“While the Fourth Amendment provides protection for our physical homes, we do not have a physical “home” on the Internet.”
That’s the crux of a decision from New York Criminal Court judge Matthew Sciarrino Jr. Not only that, but when you tweet, you’re giving Twitter the right to distribute all of you information however they please.
For that reason, prosectors looking to access your tweets (even ones that you’ve deleted) for the purposes of building or bolstering a case against you can snatch them up with a subpoena – and you have no recourse.
On January 26th, the Manhattan District Attorney’s Office sent a subpoena to Twitter, asking for the user information and tweets (between September 15th and December 31st, 2011) of user @destructuremal, operated by one Malcolm Harris. Harris had been arrested in October 2011 as part of an Occupy Wall Street protest and charged with disorderly conduct.
A few days later, Twitter told Harris about the subpoena (as they always do except when ordered not to). Soon, Harris decided that he was going to attempt to quash that subpoena.
That motion has been #denied (that’s how it reads in the official document, no joke).
The judge acknowledged that there’s no real precedent for a defendant trying to quash a subpoena issued to a third-party social networking service (read, Twitter). Lacking that precedent, he instead likened the situation to subpoenas asking banks for users records, a practice which has been upheld many times. Customers have no legal grounds to quash subpoenas to banks, says Sciarrino.
He then calls upon Twitter’s Terms of Service to say that Harris had “no proprietary interests” in his tweets.
Here, the defendant has no proprietary interests in the @destructuremal account’s user information and Tweets between September 15, 2011 and December 31, 2011. As briefly mentioned before, in order to use Twitter’s services, the process of registering an account requires a user’s agreement to Twitter’s Terms. Under Twitter’s Terms it states in part:
By submitting, posting or displaying Content on or through the Services, you grant us a worldwide,
non-exclusive, royalty-free license to use, copy, reproduce, process, adapt, modify, publish, transmit, display
and distribute such Content in any and all media or distribution methods (now known or later developed).In order to register the @destructuremal account, the defendant had to have agreed to those very same terms. Every single time the defendant used Twitter’s services the defendant was granting a license for Twitter to use, display and distribute the defendant’s Tweets to anyone and for any purpose it may have. Twitter’s license to use the defendant’s Tweets means that the Tweets the defendant posted were not his. The defendant’s inability to preclude Twitter’s use of his Tweets demonstrates a lack of proprietary interests in his Tweets.
I added that bold to highlight the main point being made here: his tweets aren’t his.
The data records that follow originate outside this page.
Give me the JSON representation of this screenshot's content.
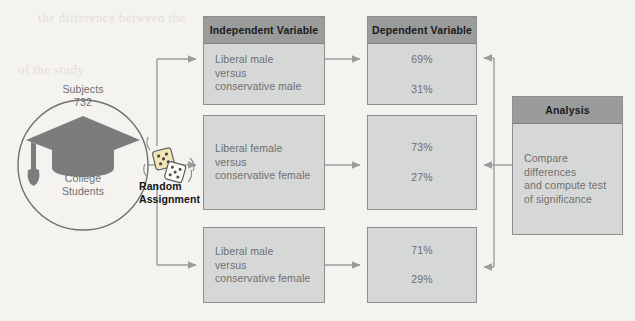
{
  "diagram": {
    "background_color": "#f5f3f0",
    "header_color": "#9a9b9b",
    "body_color": "#d6d7d7",
    "border_color": "#8d8e8e",
    "text_color": "#6e6f70"
  },
  "subjects": {
    "label_top": "Subjects",
    "count": "732",
    "label_bottom_line1": "College",
    "label_bottom_line2": "Students",
    "icon": "graduation-cap-icon"
  },
  "random_assignment": {
    "line1": "Random",
    "line2": "Assignment",
    "icon": "dice-icon"
  },
  "columns": {
    "independent": {
      "header": "Independent Variable"
    },
    "dependent": {
      "header": "Dependent Variable"
    }
  },
  "rows": [
    {
      "independent": {
        "line1": "Liberal male",
        "line2": "versus",
        "line3": "conservative male"
      },
      "dependent": {
        "pct1": "69%",
        "pct2": "31%"
      }
    },
    {
      "independent": {
        "line1": "Liberal female",
        "line2": "versus",
        "line3": "conservative female"
      },
      "dependent": {
        "pct1": "73%",
        "pct2": "27%"
      }
    },
    {
      "independent": {
        "line1": "Liberal male",
        "line2": "versus",
        "line3": "conservative female"
      },
      "dependent": {
        "pct1": "71%",
        "pct2": "29%"
      }
    }
  ],
  "analysis": {
    "header": "Analysis",
    "line1": "Compare differences",
    "line2": "and compute test",
    "line3": "of significance"
  },
  "bleed_through": {
    "block_a": "the difference between the",
    "block_b": "of the study"
  }
}
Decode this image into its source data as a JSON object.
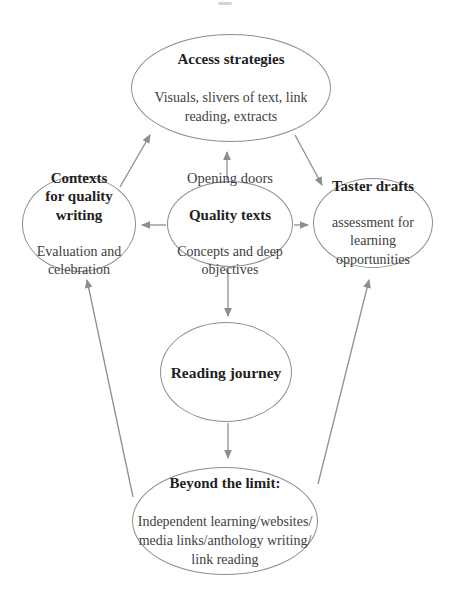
{
  "diagram": {
    "stroke_color": "#8e8e8e",
    "title_color": "#1f1f1f",
    "body_color": "#3e3e3e",
    "background_color": "#ffffff",
    "nodes": {
      "access_strategies": {
        "title": "Access strategies",
        "body": "Visuals, slivers of text, link\nreading, extracts"
      },
      "contexts": {
        "title": "Contexts\nfor quality\nwriting",
        "body": "Evaluation and\ncelebration"
      },
      "quality_texts": {
        "pre_title": "Opening doors",
        "title": "Quality texts",
        "body": "Concepts and deep\nobjectives"
      },
      "taster_drafts": {
        "title": "Taster drafts",
        "body": "assessment for\nlearning\nopportunities"
      },
      "reading_journey": {
        "title": "Reading journey"
      },
      "beyond_the_limit": {
        "title": "Beyond the limit:",
        "body": "Independent learning/websites/\nmedia links/anthology writing/\nlink reading"
      }
    },
    "edges": [
      {
        "from": "quality_texts",
        "to": "access_strategies"
      },
      {
        "from": "contexts",
        "to": "access_strategies"
      },
      {
        "from": "access_strategies",
        "to": "taster_drafts"
      },
      {
        "from": "quality_texts",
        "to": "contexts"
      },
      {
        "from": "quality_texts",
        "to": "taster_drafts"
      },
      {
        "from": "quality_texts",
        "to": "reading_journey"
      },
      {
        "from": "reading_journey",
        "to": "beyond_the_limit"
      },
      {
        "from": "beyond_the_limit",
        "to": "contexts"
      },
      {
        "from": "beyond_the_limit",
        "to": "taster_drafts"
      }
    ]
  }
}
For their part, Twitter makes no secret that they will turn over your info to the authorities if it’s “reasonably necessary to comply with the law”:
We may preserve or disclose your information if we believe that it is reasonably necessary to comply with a law, regulation or legal request; to protect the safety of any person; to address fraud, security or technical issues; or to protect Twitter’s rights or property
Harris is tweeting about the decision (from a different account):
@destructuremal‘s tweets
Judge ruled against me on standing, on intervention, and on the subpoena. So uh Twitter is compelled to hand overSo this gonna get kinda weird because I haven’t operated that account in months.
What happens if I just make it my policy to change usernames weekly?
The tweets in question are no longer active on @destructuremal’s feed, obviously. The last tweet is from that account is from February 11th 2012.
So according to Sciarrino, you can’t stop prosecutors from obtaining your old, deleted tweets from Twitter. As The Atlantic Wire points out, the judge didn’t say anything about their upcoming admissibility in court, however.
Of course, this is just one ruling in one case, but it could set a precedent. Sure, everything you tweet is public to some extent, even if you tweak your privacy settings. To really expect a high level of privacy or protection is unrealistic. But should prosecutors be able to obtain your info and tweets without a warrant? Let us know what you think in the comments.